Off went a Miro and a Matisse, a Giacometti sculpture, a second Hamptons estate owned by Mr. Perelman and occupied by his second wife, Claudia Cohen, until her death in 2007, and went on the market for $115 million.
Finally, Perelman I was told was one of the investors in a pilot for a TV show I created called “I Dream of Money” starring then popular financial columnist Dan Dorfman. We shot the pilot with Japanese steakhouse Benihana founder Rocky Aoki as one of the guests, but the series never made it. Sorry Ron.
In All the PR Firms In All The Towns In The World, She Has To Walk Into Mine!
Now here’s a short story from my book SPIN MAN published in 1997.
You never know who’s going to walk in the door next. Get a whiff of that Jasmin?
That’s Mrs. Tepperman. She comes in wearing a blue silk dress that matches her sky-blue eyes. She comes into my office unannounced, closes the door and sits down.
“Can this be strictly confidential?” she asks. I nod. “Do you know who I am? I squint wishing I could light a cigarette, but I gave up smoking 20 years ago.
I’m Denise Tepperman. Wham! The headlines come roaring back. Big ones! Her husband Fred was billionaire Ron Perelman’s chief financial guy. Fred had engineered the Revlon buyout and other colossal deals that made Perelman the wealthiest man in America. Perelman had to be to afford his hefty divorce settlements, like the $80 million he coughed up to shed wife #2, TV gossip Claudia Cohen. And now his third marriage was like last week’s mascara—gone. The cosmetics heir had secretly filed for divorce from wife #3, Patricia Duff, after 21 months.
Their quarreling erupted into a doozy during the Chicago Democratic Convention. And the split was sealed during a makeup attempt at Perelman’s Long Island estate when after he had her searched, he discovered she was wearing a concealed tape recorder.

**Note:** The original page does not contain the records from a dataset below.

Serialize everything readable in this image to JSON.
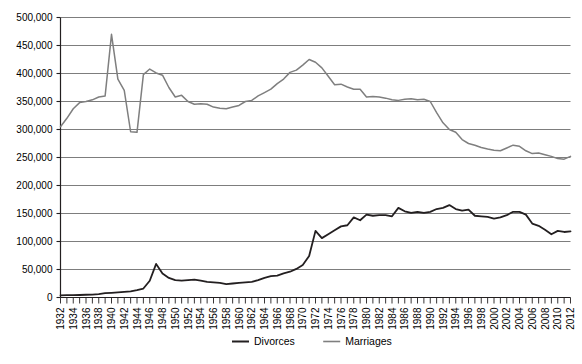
{
  "chart_data": {
    "type": "line",
    "title": "",
    "subtitle": "",
    "xlabel": "",
    "ylabel": "",
    "xlim": [
      1932,
      2012
    ],
    "ylim": [
      0,
      500000
    ],
    "grid": true,
    "grid_axis": "y",
    "legend_position": "bottom",
    "y_ticks": [
      0,
      50000,
      100000,
      150000,
      200000,
      250000,
      300000,
      350000,
      400000,
      450000,
      500000
    ],
    "y_tick_labels": [
      "0",
      "50,000",
      "100,000",
      "150,000",
      "200,000",
      "250,000",
      "300,000",
      "350,000",
      "400,000",
      "450,000",
      "500,000"
    ],
    "x_tick_labels": [
      "1932",
      "1934",
      "1936",
      "1938",
      "1940",
      "1942",
      "1944",
      "1946",
      "1948",
      "1950",
      "1952",
      "1954",
      "1956",
      "1958",
      "1960",
      "1962",
      "1964",
      "1966",
      "1968",
      "1970",
      "1972",
      "1974",
      "1976",
      "1978",
      "1980",
      "1982",
      "1984",
      "1986",
      "1988",
      "1990",
      "1992",
      "1994",
      "1996",
      "1998",
      "2000",
      "2002",
      "2004",
      "2006",
      "2008",
      "2010",
      "2012"
    ],
    "x_minor_ticks_every_year": true,
    "x": [
      1932,
      1933,
      1934,
      1935,
      1936,
      1937,
      1938,
      1939,
      1940,
      1941,
      1942,
      1943,
      1944,
      1945,
      1946,
      1947,
      1948,
      1949,
      1950,
      1951,
      1952,
      1953,
      1954,
      1955,
      1956,
      1957,
      1958,
      1959,
      1960,
      1961,
      1962,
      1963,
      1964,
      1965,
      1966,
      1967,
      1968,
      1969,
      1970,
      1971,
      1972,
      1973,
      1974,
      1975,
      1976,
      1977,
      1978,
      1979,
      1980,
      1981,
      1982,
      1983,
      1984,
      1985,
      1986,
      1987,
      1988,
      1989,
      1990,
      1991,
      1992,
      1993,
      1994,
      1995,
      1996,
      1997,
      1998,
      1999,
      2000,
      2001,
      2002,
      2003,
      2004,
      2005,
      2006,
      2007,
      2008,
      2009,
      2010,
      2011,
      2012
    ],
    "series": [
      {
        "name": "Divorces",
        "color": "#231f20",
        "width": 1.8,
        "values": [
          3900,
          4100,
          4300,
          4500,
          4900,
          5200,
          6100,
          7700,
          8400,
          9100,
          10000,
          11000,
          13000,
          16000,
          30000,
          60000,
          43000,
          35000,
          31000,
          30000,
          31000,
          32000,
          30000,
          28000,
          27000,
          26000,
          24000,
          25000,
          26000,
          27000,
          28000,
          31000,
          35000,
          38000,
          39000,
          43000,
          46000,
          51000,
          58000,
          74000,
          119000,
          106000,
          113000,
          120000,
          127000,
          129000,
          143000,
          138000,
          148000,
          146000,
          147000,
          147000,
          145000,
          160000,
          154000,
          151000,
          153000,
          151000,
          153000,
          158000,
          160000,
          165000,
          158000,
          155000,
          157000,
          146000,
          145000,
          144000,
          141000,
          143000,
          147000,
          153000,
          153000,
          148000,
          132000,
          128000,
          121000,
          113000,
          119000,
          117000,
          118000
        ]
      },
      {
        "name": "Marriages",
        "color": "#7f7f7f",
        "width": 1.5,
        "values": [
          305000,
          320000,
          337000,
          348000,
          350000,
          353000,
          358000,
          360000,
          470000,
          390000,
          370000,
          296000,
          295000,
          398000,
          408000,
          401000,
          397000,
          375000,
          358000,
          361000,
          350000,
          345000,
          346000,
          345000,
          340000,
          338000,
          337000,
          340000,
          343000,
          350000,
          352000,
          360000,
          366000,
          372000,
          382000,
          390000,
          402000,
          406000,
          415000,
          425000,
          420000,
          410000,
          395000,
          380000,
          381000,
          376000,
          372000,
          372000,
          358000,
          359000,
          358000,
          356000,
          353000,
          352000,
          354000,
          355000,
          353000,
          354000,
          350000,
          330000,
          312000,
          300000,
          295000,
          282000,
          275000,
          272000,
          268000,
          265000,
          263000,
          262000,
          267000,
          272000,
          270000,
          262000,
          257000,
          258000,
          255000,
          252000,
          248000,
          247000,
          252000
        ]
      }
    ]
  },
  "legend": {
    "items": [
      {
        "label": "Divorces",
        "color": "#231f20"
      },
      {
        "label": "Marriages",
        "color": "#7f7f7f"
      }
    ]
  }
}
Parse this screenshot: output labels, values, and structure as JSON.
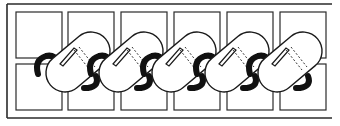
{
  "diagram": {
    "grid": {
      "columns": 6,
      "rows": 2,
      "cell_width": 46,
      "cell_height": 38,
      "origin_x": 16,
      "origin_y": 12,
      "gap": 7
    },
    "frame": {
      "top_y": 4,
      "bottom_y": 118,
      "left_x": 7,
      "right_x": 332
    },
    "links": {
      "count": 5,
      "start_x": 60,
      "spacing": 53,
      "center_y": 62
    },
    "colors": {
      "line": "#2a2a2a",
      "hook": "#111111",
      "fill": "#ffffff"
    }
  }
}
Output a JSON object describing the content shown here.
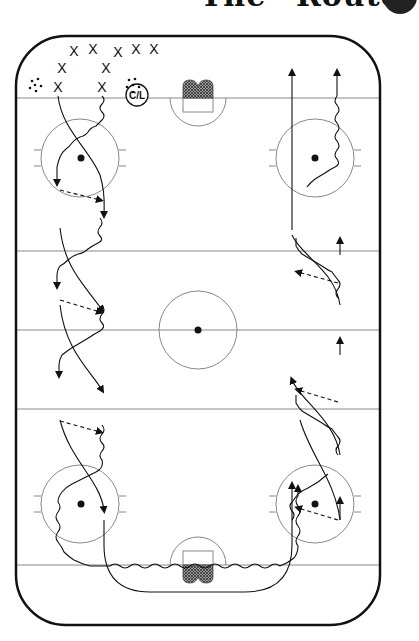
{
  "title": "The “Route”",
  "rink": {
    "board_color": "#111111",
    "line_color": "#888888",
    "net_fill": "#555555"
  },
  "labels": {
    "coach_marker": "C/L",
    "player_symbol": "X"
  },
  "players": [
    {
      "label": "X",
      "x": 74,
      "y": 51
    },
    {
      "label": "X",
      "x": 93,
      "y": 49
    },
    {
      "label": "X",
      "x": 118,
      "y": 52
    },
    {
      "label": "X",
      "x": 136,
      "y": 49
    },
    {
      "label": "X",
      "x": 154,
      "y": 49
    },
    {
      "label": "X",
      "x": 62,
      "y": 68
    },
    {
      "label": "X",
      "x": 106,
      "y": 68
    },
    {
      "label": "X",
      "x": 58,
      "y": 87
    },
    {
      "label": "X",
      "x": 102,
      "y": 87
    }
  ],
  "icons": {
    "puck_pile_left": "puck-pile-icon",
    "puck_pile_right": "puck-pile-icon",
    "net_top": "net-icon",
    "net_bottom": "net-icon"
  }
}
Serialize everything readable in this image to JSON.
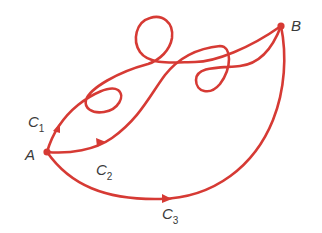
{
  "diagram": {
    "title": "",
    "curve_color": "#d63a34",
    "label_color": "#3a3a3a",
    "points": [
      {
        "id": "A",
        "label": "A",
        "x": 47,
        "y": 152
      },
      {
        "id": "B",
        "label": "B",
        "x": 281,
        "y": 26
      }
    ],
    "curves": [
      {
        "id": "C1",
        "label": "C",
        "subscript": "1",
        "from": "A",
        "to": "B"
      },
      {
        "id": "C2",
        "label": "C",
        "subscript": "2",
        "from": "A",
        "to": "B"
      },
      {
        "id": "C3",
        "label": "C",
        "subscript": "3",
        "from": "A",
        "to": "B"
      }
    ]
  }
}
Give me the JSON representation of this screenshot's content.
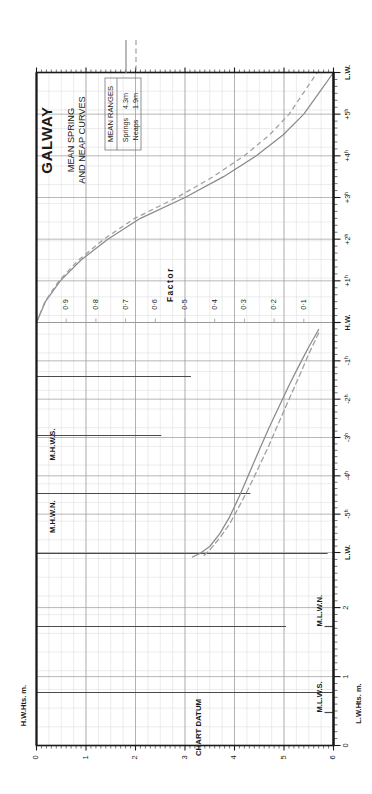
{
  "title": "GALWAY",
  "subtitle_line1": "MEAN SPRING",
  "subtitle_line2": "AND NEAP CURVES",
  "legend": {
    "header": "MEAN RANGES",
    "rows": [
      {
        "label": "Springs",
        "value": "4.3m",
        "style": "solid"
      },
      {
        "label": "Neaps",
        "value": "1.9m",
        "style": "dashed"
      }
    ]
  },
  "axes": {
    "left_label": "H.W.Hts. m.",
    "right_label": "L.W.Hts. m.",
    "factor_label": "Factor",
    "datum_label": "CHART DATUM",
    "hw_label": "H.W.",
    "lw_label": "L.W.",
    "height_ticks": [
      0,
      1,
      2,
      3,
      4,
      5,
      6
    ],
    "lw_height_ticks": [
      0,
      1,
      2
    ],
    "factor_ticks": [
      "0·9",
      "0·8",
      "0·7",
      "0·6",
      "0·5",
      "0·4",
      "0·3",
      "0·2",
      "0·1"
    ],
    "factor_values": [
      0.9,
      0.8,
      0.7,
      0.6,
      0.5,
      0.4,
      0.3,
      0.2,
      0.1
    ],
    "time_ticks_top": [
      "L.W.",
      "+5ʰ",
      "+4ʰ",
      "+3ʰ",
      "+2ʰ",
      "+1ʰ",
      "H.W."
    ],
    "time_ticks_bottom": [
      "-1ʰ",
      "-2ʰ",
      "-3ʰ",
      "-4ʰ",
      "-5ʰ",
      "L.W."
    ]
  },
  "datum_markers": [
    {
      "name": "M.H.W.S.",
      "side": "left",
      "height": 5.1
    },
    {
      "name": "M.H.W.N.",
      "side": "left",
      "height": 3.9
    },
    {
      "name": "M.L.W.N.",
      "side": "right",
      "height": 2.0
    },
    {
      "name": "M.L.W.S.",
      "side": "right",
      "height": 0.6
    }
  ],
  "colors": {
    "frame": "#1a1a1a",
    "grid_major": "#9a9a9a",
    "grid_minor": "#d8d8d8",
    "curve_spring": "#8a8a8a",
    "curve_neap": "#9e9e9e",
    "marker_line": "#4a4a4a",
    "text": "#1a1a1a"
  },
  "chart_data": {
    "type": "line",
    "xlabel": "Time relative to High Water (hours)",
    "ylabel": "Factor / Height (m)",
    "grid": true,
    "legend_position": "top-left",
    "factor_curve": {
      "name": "Tidal factor curve",
      "xlabel": "Hours from H.W.",
      "ylabel": "Factor",
      "x": [
        0,
        0.5,
        1,
        1.5,
        2,
        2.5,
        3,
        3.5,
        4,
        4.5,
        5,
        5.5,
        6
      ],
      "y": [
        1.0,
        0.97,
        0.92,
        0.85,
        0.76,
        0.65,
        0.5,
        0.37,
        0.26,
        0.17,
        0.1,
        0.05,
        0.0
      ],
      "xlim": [
        0,
        6.2
      ],
      "ylim": [
        0,
        1.0
      ]
    },
    "range_curves": {
      "xlabel": "H.W. Height (m)",
      "ylabel": "L.W. Height (m)",
      "series": [
        {
          "name": "Springs",
          "mean_range_m": 4.3,
          "style": "solid",
          "hw_heights": [
            5.7,
            5.5,
            5.3,
            5.1,
            4.9,
            4.7,
            4.5,
            4.3,
            4.1,
            3.9,
            3.7,
            3.5,
            3.3,
            3.15
          ],
          "lw_heights": [
            0.1,
            0.35,
            0.62,
            0.9,
            1.2,
            1.5,
            1.82,
            2.15,
            2.48,
            2.78,
            3.02,
            3.2,
            3.3,
            3.35
          ]
        },
        {
          "name": "Neaps",
          "mean_range_m": 1.9,
          "style": "dashed",
          "hw_heights": [
            5.7,
            5.5,
            5.3,
            5.1,
            4.9,
            4.7,
            4.5,
            4.3,
            4.1,
            3.9,
            3.7,
            3.5,
            3.35
          ],
          "lw_heights": [
            0.15,
            0.45,
            0.78,
            1.1,
            1.42,
            1.75,
            2.05,
            2.35,
            2.62,
            2.88,
            3.08,
            3.25,
            3.35
          ]
        }
      ]
    },
    "mean_ranges": {
      "springs_m": 4.3,
      "neaps_m": 1.9
    },
    "tidal_levels": {
      "MHWS": 5.1,
      "MHWN": 3.9,
      "MLWN": 2.0,
      "MLWS": 0.6,
      "CHART_DATUM": 0.0
    }
  }
}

Now Fred had had gone after Perelman and also had gotten his piece of him. A lawsuit Fred had brought against his former employer for firing him ended in a whopping settlement.
Perelman had fired Fred claiming he had missed too much work while staying home caring for his terminally ill wife. The settlement cost Perelman millions and had made him look pretty darn callous toward poor Fred who was only doing his duty. But was he?
Denise told me otherwise. Fred had stayed at home to care for her. She was his dying wife’s nurse. And I could see why he cared for her. Denise was slim, attractive and intense. Before his former wife died, Fred got a Dominican divorce, married Denise and they moved into a $2 million home he bought for her in Boca Raton. Now he’s divorcing me and I want it in the paper. Can you do that for me Tom?
Sure, I said (Sam is playing As Time Goes By on the Tibetan Singing Bowls.)
She drops her card on my desk. That’s my beeper number on the back. (Remember those?) She stops at the door, turns and smiles. Not a big story, Tom. Just little ones in The New York Times and the New York Post.
Sure, I nodded as Rick would do in Casablanca confronted with such a request by a beautiful doll. I’ll get you those exit visas. Don’t worry your pretty head. Leave it up to me. From now on, kid, let me do the thinking for both of us.
Cut. Print.
About the Author: Besides an imaginative writer and blogger, Tom Madden is a former journalist and author of countless published articles and five books, including his latest, WORDSHINE MAN, available in March on Amazon. He is the founder and CEO of TransMedia Group, an award-winning public relations firm serving clients worldwide since 1981 and has conducted remarkably successful media campaigns and crisis management for America’s largest companies and organizations.